Verdict: We were too early with this one

We said: “Tax justice will rise up the ESG agenda”

What happened: Tax justice – the issue of fund managers and portfolio companies paying fair amounts of tax and transparency around this – featured little in ESG discourse in 2022. Law firm Travers Smith’s Elena Rowlands, writing for New Private Markets in May, argued that tax should be an element of ESG. But we didn’t note any investors or managers taking any action on it.

However, broader issues of inequality have piqued the interest of some sustainability professionals. In June Tim Barlow, managing director at CPP Investments, told the PERE ESG & Impact Forum that there is a “huge amount of social discontent that will need to be tackled”. In the same month Robert Eccles, chair of KKR’s Sustainability Expert Advisory Council, wrote that “while not quite yet in the spotlight, but where much work is going on, is the issue of income inequality”. Later in the year KKR’s head of impact, Ken Mehlman, said at the Global Impact Investing Network’s 2022 investor forum in October that employee ownership initiatives “address inequality in today’s world. A lot of folks, including most of us in this room, have access to the stock market and a lot of wage workers don’t.”

Verdict: Prediction fail

We said: “ESG metrics will go beyond credit facilities”

What happened: Having learned of one manager that was using banking products (foreign exchange hedging and inflation swaps) with costs linked to ESG performance, we predicted more innovation in this vein. While we didn’t see other firms taking the same approach, we did see wider adoption of sustainability-linked loans at both the fund and asset level. European private equity heavyweight Cinven secured its first SLL: a €4 billion facility. Infrastructure manager Actis broke ground in securing a $1.2 billion facility with use-of-proceeds element.

On the supply-side, we saw private debt managers embrace sustainability-linked loans in their investment activity. Partners Group has started offering ESG margin ratchets on all its loans; Barings agreed its first sustainability-linked loan against European real estate; Carlyle started systematically offering decarbonisation-related discounts on its loans. SLLs even began to proliferate in the lower mid-market, Muzinich & Co told us.

Verdict: Innovation, but not as we thought

We said: “LPs will take a thematic approach”

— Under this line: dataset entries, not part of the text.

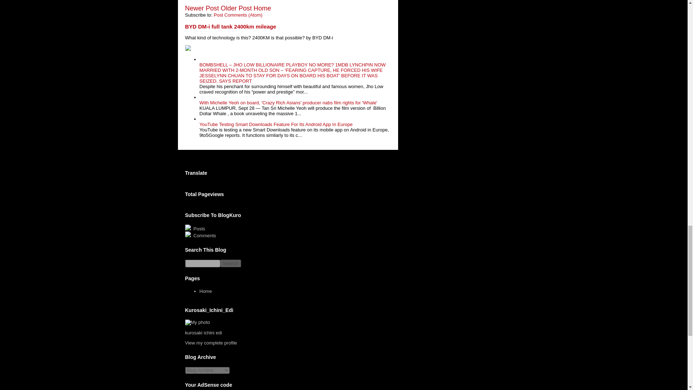 This screenshot has width=693, height=390. What do you see at coordinates (237, 8) in the screenshot?
I see `Older Post` at bounding box center [237, 8].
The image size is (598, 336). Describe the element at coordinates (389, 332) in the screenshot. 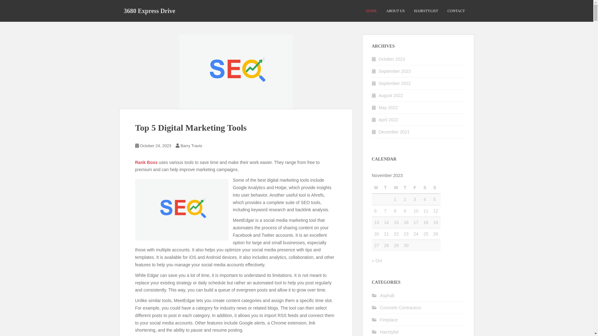

I see `Hairstylist` at that location.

What happened: We predicted that as the definition of ‘impact’ evolves, institutional investors will focus on specific sustainability themes – with climate being the largest – and allocate capital to specialist managers in these spaces, regardless of whether they call themselves impact funds. Several asset owners have allocated capital specifically to address the climate crisis in the past year. Among them are the Ontario Teachers Pension Plan and Border To Coast Pension Partnership.

In terms of other sectors, the Sadel family office created a £300 million fund for food supply chain resilience. In May Singaporean investor Temasek told us it was targeting its impact dollars towards “social SDGs” (think healthcare, financial inclusion and education) in emerging markets and the Guy’s & St Thomas’ Foundation, a hospital endowment, told us it would invest its newly expanded impact allocation to “funds focusing on health and its social determinants”.

Verdict: Thematic LPs abounded

We said: “A record fundraising year”

What happened: We witnessed some massive, landmark sustainability-focused funds closed by the likes of TPG, Brookfield, Summa Equity and General Atlantic as well as a slew of fund launches and closes. While we can’t yet report reliable whole-of-market fundraising data (more on this from New Private Markets later in 2023), our Impact 30 list provides a lens through which to view activity. When we ran the numbers for the most recent edition – which counted funds closed by the end of March 2022 – the 20 largest managers of private markets impact capital had a five-year fundraising total of $76 billion, $23 billion more than the equivalent figure for the previous edition, which counted closes up to the end of July 2021.

This was the year that the mood music for wider private markets turned from frenetic to downbeat. Even so, we’d contend that when the private markets record books are written, 2022 will go down as a record-breaker.